CalSTRS in the 2023 proxy season voted against the boards of directors at a record 2,035 global companies that did not provide necessary climate risk disclosures, the West Sacramento-based pension fund reported on Thursday.
CalSTRS voted against the boards of directors of many industries this year, including steel producers, transportation companies, and metal and mining companies, the $315.6 billion California State Teachers' Retirement System said in a news release.
In this year's proxy season, CalSTRS voted against each of the directors on the boards of the largest 5,000 global companies, up from 1,900 the prior year's proxy season, that had not disclosed what CalSTRS considers the floor of emissions disclosures, Task Force on Climate-Related Financial Disclosures, said Aeisha Mastagni, a portfolio manager on CalSTRS' sustainable investment and stewardship strategies team.
"This is aligned with CalSTRS goal to get to net zero by 2050 or sooner" in its own portfolio, Ms. Mastagni said. If companies fail to disclose, it inhibits CalSTRS' ability to achieve its goal, she said.
Companies cannot be held accountable for reducing their greenhouse gas emissions without basic climate risk disclosures, Ms. Mastagni said.
In March 2022, CalSTRS adopted a new approach to corporate engagement in which it, among other things, said it would vote against directors of the largest global companies for failure to publish a climate change report aligned with Task Force on Climate-Related Financial Disclosures and for failure to disclose, at a minimum, Scope 1 (direct emissions) and Scope 2 emissions (indirect emissions). CalSTRS also said it would vote against directors of the highest global emitters if they have not: published a TCFD-aligned report, disclosed Scope 1 and 2 emissions, and set appropriate targets to reduce greenhouse gas emissions.
At the same time, CalSTRS said it would vote against entire boards that do not include at least one woman and against a board's nominating and governance committee if at least 30% of its board members are not women.
CalSTRS voted against 3,401 companies for having less than 30% gender diversity in the 2023 proxy season, Ms. Mastagni said.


## What the task requires
Return the entries verbatim and drop every picture.

═════ Information ═════

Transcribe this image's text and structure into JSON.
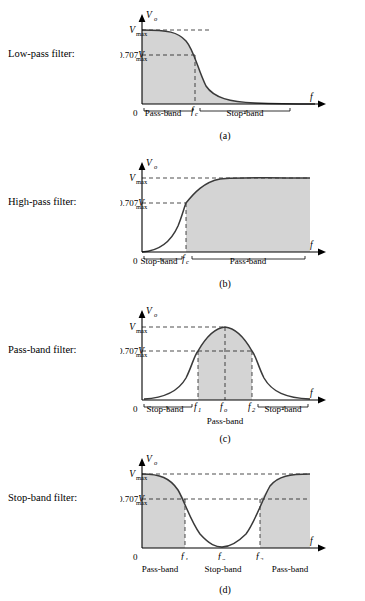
{
  "figure": {
    "title_hidden": "",
    "vmax_label": "V",
    "vmax_sub": "max",
    "v707_label": "0.707V",
    "v707_sub": "max",
    "vo_label": "V",
    "vo_sub": "o",
    "f_label": "f",
    "zero_label": "0"
  },
  "panels": [
    {
      "id": "low-pass",
      "row_label": "Low-pass filter:",
      "caption": "(a)",
      "type": "low-pass",
      "bands": [
        {
          "name": "Pass-band",
          "x_center": 0.3
        },
        {
          "name": "Stop-band",
          "x_center": 0.7
        }
      ],
      "marks": [
        {
          "label": "f",
          "sub": "c",
          "x": 0.46
        }
      ],
      "levels": [
        "V max",
        "0.707V max"
      ]
    },
    {
      "id": "high-pass",
      "row_label": "High-pass filter:",
      "caption": "(b)",
      "type": "high-pass",
      "bands": [
        {
          "name": "Stop-band",
          "x_center": 0.22
        },
        {
          "name": "Pass-band",
          "x_center": 0.68
        }
      ],
      "marks": [
        {
          "label": "f",
          "sub": "c",
          "x": 0.4
        }
      ],
      "levels": [
        "V max",
        "0.707V max"
      ]
    },
    {
      "id": "pass-band",
      "row_label": "Pass-band filter:",
      "caption": "(c)",
      "type": "pass-band",
      "bands": [
        {
          "name": "Stop-band",
          "x_center": 0.22
        },
        {
          "name": "Pass-band",
          "x_center": 0.52
        },
        {
          "name": "Stop-band",
          "x_center": 0.82
        }
      ],
      "marks": [
        {
          "label": "f",
          "sub": "1",
          "x": 0.39
        },
        {
          "label": "f",
          "sub": "o",
          "x": 0.54
        },
        {
          "label": "f",
          "sub": "2",
          "x": 0.69
        }
      ],
      "levels": [
        "V max",
        "0.707V max"
      ]
    },
    {
      "id": "stop-band",
      "row_label": "Stop-band filter:",
      "caption": "(d)",
      "type": "stop-band",
      "bands": [
        {
          "name": "Pass-band",
          "x_center": 0.22
        },
        {
          "name": "Stop-band",
          "x_center": 0.52
        },
        {
          "name": "Pass-band",
          "x_center": 0.82
        }
      ],
      "marks": [
        {
          "label": "f",
          "sub": "1",
          "x": 0.3
        },
        {
          "label": "f",
          "sub": "o",
          "x": 0.52
        },
        {
          "label": "f",
          "sub": "2",
          "x": 0.73
        }
      ],
      "levels": [
        "V max",
        "0.707V max"
      ]
    }
  ],
  "colors": {
    "fill": "#d4d4d4",
    "curve": "#3a3a3a",
    "axis": "#000000",
    "background": "#ffffff"
  }
}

═════

## Response area
Transcribe this image's text and structure into JSON.
{
  "figure": {
    "title_hidden": "",
    "vmax_label": "V",
    "vmax_sub": "max",
    "v707_label": "0.707V",
    "v707_sub": "max",
    "vo_label": "V",
    "vo_sub": "o",
    "f_label": "f",
    "zero_label": "0"
  },
  "panels": [
    {
      "id": "low-pass",
      "row_label": "Low-pass filter:",
      "caption": "(a)",
      "type": "low-pass",
      "bands": [
        {
          "name": "Pass-band",
          "x_center": 0.3
        },
        {
          "name": "Stop-band",
          "x_center": 0.7
        }
      ],
      "marks": [
        {
          "label": "f",
          "sub": "c",
          "x": 0.46
        }
      ],
      "levels": [
        "V max",
        "0.707V max"
      ]
    },
    {
      "id": "high-pass",
      "row_label": "High-pass filter:",
      "caption": "(b)",
      "type": "high-pass",
      "bands": [
        {
          "name": "Stop-band",
          "x_center": 0.22
        },
        {
          "name": "Pass-band",
          "x_center": 0.68
        }
      ],
      "marks": [
        {
          "label": "f",
          "sub": "c",
          "x": 0.4
        }
      ],
      "levels": [
        "V max",
        "0.707V max"
      ]
    },
    {
      "id": "pass-band",
      "row_label": "Pass-band filter:",
      "caption": "(c)",
      "type": "pass-band",
      "bands": [
        {
          "name": "Stop-band",
          "x_center": 0.22
        },
        {
          "name": "Pass-band",
          "x_center": 0.52
        },
        {
          "name": "Stop-band",
          "x_center": 0.82
        }
      ],
      "marks": [
        {
          "label": "f",
          "sub": "1",
          "x": 0.39
        },
        {
          "label": "f",
          "sub": "o",
          "x": 0.54
        },
        {
          "label": "f",
          "sub": "2",
          "x": 0.69
        }
      ],
      "levels": [
        "V max",
        "0.707V max"
      ]
    },
    {
      "id": "stop-band",
      "row_label": "Stop-band filter:",
      "caption": "(d)",
      "type": "stop-band",
      "bands": [
        {
          "name": "Pass-band",
          "x_center": 0.22
        },
        {
          "name": "Stop-band",
          "x_center": 0.52
        },
        {
          "name": "Pass-band",
          "x_center": 0.82
        }
      ],
      "marks": [
        {
          "label": "f",
          "sub": "1",
          "x": 0.3
        },
        {
          "label": "f",
          "sub": "o",
          "x": 0.52
        },
        {
          "label": "f",
          "sub": "2",
          "x": 0.73
        }
      ],
      "levels": [
        "V max",
        "0.707V max"
      ]
    }
  ],
  "colors": {
    "fill": "#d4d4d4",
    "curve": "#3a3a3a",
    "axis": "#000000",
    "background": "#ffffff"
  }
}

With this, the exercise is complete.